The move came after Trump’s visit to Kenosha, Wisconsin, and seemed to codify into federal policy the dismissive view he took there when asked about systemic racism.

“You know you just keep getting back to the opposite subject. We should talk about the kind of violence we’ve seen in Portland and here and other places,” Trump said.

It also came as his onetime personal attorney Michael Cohen was revealing in a new book the extent of Trump’s animus toward his predecessor, which Cohen claims was rooted in racism. Cohen said before Obama was elected, Trump privately described him as “a Manchurian candidate” who obtained his Ivy League degrees only by way of affirmative action.

Trump’s disdain for Obama was so extreme that he took his fixation a step further, according to Cohen: Trump hired a “Faux-Bama” to participate in a video in which Trump “ritualistically belittled the first black president and then fired him.”

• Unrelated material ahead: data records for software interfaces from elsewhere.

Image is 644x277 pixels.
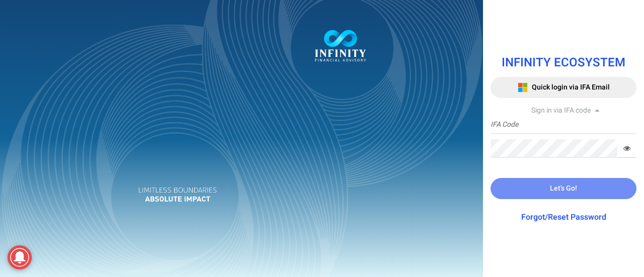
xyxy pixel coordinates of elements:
[490,106,636,115] div: Sign in via IFA code
[531,105,590,115] span: Sign in via IFA code
[550,183,577,193] span: Let's Go!
[531,82,609,93] span: Quick login via IFA Email
[490,178,636,199] button: Let's Go!
[490,56,636,69] h1: INFINITY ECOSYSTEM
[490,115,636,135] input: IFA Code
[490,77,636,98] button: Quick login via IFA Email
[521,211,606,223] a: Forgot/Reset Password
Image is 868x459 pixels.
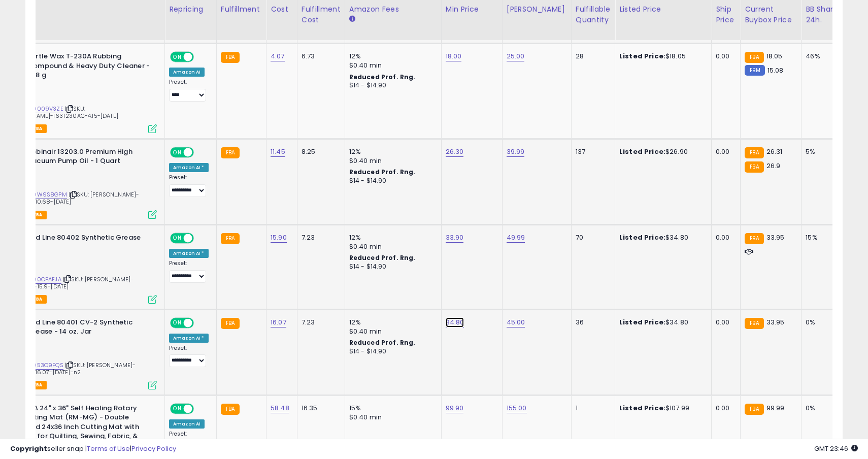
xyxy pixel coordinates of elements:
[716,4,736,25] div: Ship Price
[745,233,763,244] small: FBA
[805,147,839,156] div: 5%
[2,4,160,15] div: Title
[4,275,133,291] span: | SKU: [PERSON_NAME]-RLO80402-15.9-[DATE]
[745,318,763,329] small: FBA
[131,444,176,453] a: Privacy Policy
[30,125,46,133] span: FBA
[10,444,47,453] strong: Copyright
[30,211,46,219] span: FBA
[445,4,498,15] div: Min Price
[766,317,784,327] span: 33.95
[169,333,209,343] div: Amazon AI *
[349,52,434,61] div: 12%
[221,318,240,329] small: FBA
[576,233,607,242] div: 70
[169,68,204,77] div: Amazon AI
[271,403,289,413] a: 58.48
[506,4,567,15] div: [PERSON_NAME]
[506,232,525,243] a: 49.99
[27,52,151,83] b: Turtle Wax T-230A Rubbing Compound & Heavy Duty Cleaner - 298 g
[814,444,857,453] span: 2025-10-6 23:46 GMT
[192,53,209,61] span: OFF
[445,232,464,243] a: 33.90
[506,317,525,327] a: 45.00
[349,177,434,185] div: $14 - $14.90
[506,147,525,157] a: 39.99
[745,403,763,414] small: FBA
[716,147,732,156] div: 0.00
[716,233,732,242] div: 0.00
[349,253,416,262] b: Reduced Prof. Rng.
[716,52,732,61] div: 0.00
[27,233,151,245] b: Red Line 80402 Synthetic Grease
[171,53,184,61] span: ON
[445,403,464,413] a: 99.90
[25,275,61,284] a: B000CPAEJA
[169,174,209,197] div: Preset:
[192,404,209,413] span: OFF
[619,318,703,327] div: $34.80
[87,444,130,453] a: Terms of Use
[349,156,434,165] div: $0.40 min
[171,234,184,242] span: ON
[766,161,781,170] span: 26.9
[716,318,732,327] div: 0.00
[349,403,434,413] div: 15%
[805,52,839,61] div: 46%
[349,338,416,346] b: Reduced Prof. Rng.
[745,4,797,25] div: Current Buybox Price
[805,4,843,25] div: BB Share 24h.
[576,4,610,25] div: Fulfillable Quantity
[349,61,434,70] div: $0.40 min
[619,147,665,156] b: Listed Price:
[805,233,839,242] div: 15%
[576,52,607,61] div: 28
[221,403,240,414] small: FBA
[349,147,434,156] div: 12%
[576,147,607,156] div: 137
[25,361,63,369] a: B0053O9FQS
[619,52,703,61] div: $18.05
[4,190,139,206] span: | SKU: [PERSON_NAME]-ROB13203-10.68-[DATE]
[169,4,212,15] div: Repricing
[349,4,437,15] div: Amazon Fees
[25,190,67,199] a: B00W9S8GPM
[169,344,209,367] div: Preset:
[506,403,527,413] a: 155.00
[302,318,337,327] div: 7.23
[302,52,337,61] div: 6.73
[766,51,783,61] span: 18.05
[4,105,118,120] span: | SKU: [PERSON_NAME]-163T230AC-4.15-[DATE]
[506,51,525,61] a: 25.00
[271,232,287,243] a: 15.90
[445,51,462,61] a: 18.00
[302,233,337,242] div: 7.23
[192,318,209,327] span: OFF
[169,248,209,258] div: Amazon AI *
[169,79,209,102] div: Preset:
[766,147,783,156] span: 26.31
[445,147,464,157] a: 26.30
[619,317,665,327] b: Listed Price:
[349,413,434,422] div: $0.40 min
[192,234,209,242] span: OFF
[302,403,337,413] div: 16.35
[30,295,46,304] span: FBA
[171,404,184,413] span: ON
[349,327,434,336] div: $0.40 min
[619,403,703,413] div: $107.99
[349,72,416,81] b: Reduced Prof. Rng.
[221,52,240,63] small: FBA
[271,51,285,61] a: 4.07
[169,419,204,428] div: Amazon AI
[766,403,784,413] span: 99.99
[171,147,184,156] span: ON
[349,318,434,327] div: 12%
[271,4,293,15] div: Cost
[271,147,285,157] a: 11.45
[302,4,341,25] div: Fulfillment Cost
[619,51,665,61] b: Listed Price:
[805,318,839,327] div: 0%
[221,147,240,159] small: FBA
[25,105,63,113] a: B00009V3ZE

More recently, Trump has used an Obama-era housing rule as a way to instill unease among suburban voters using racially fraught issues. He wrote on Twitter that Biden “has pledged to ABOLISH Suburban Communites as they currently exist,” citing the rule that was meant to combat segregation.

Trump has used the issue frequently to suggest that more low-income housing in suburbs would ruin communities, and has claimed Sen. Cory Booker of New Jersey, a Black man, would lead the charge.

“There goes Suburbia!” he wrote on Tuesday.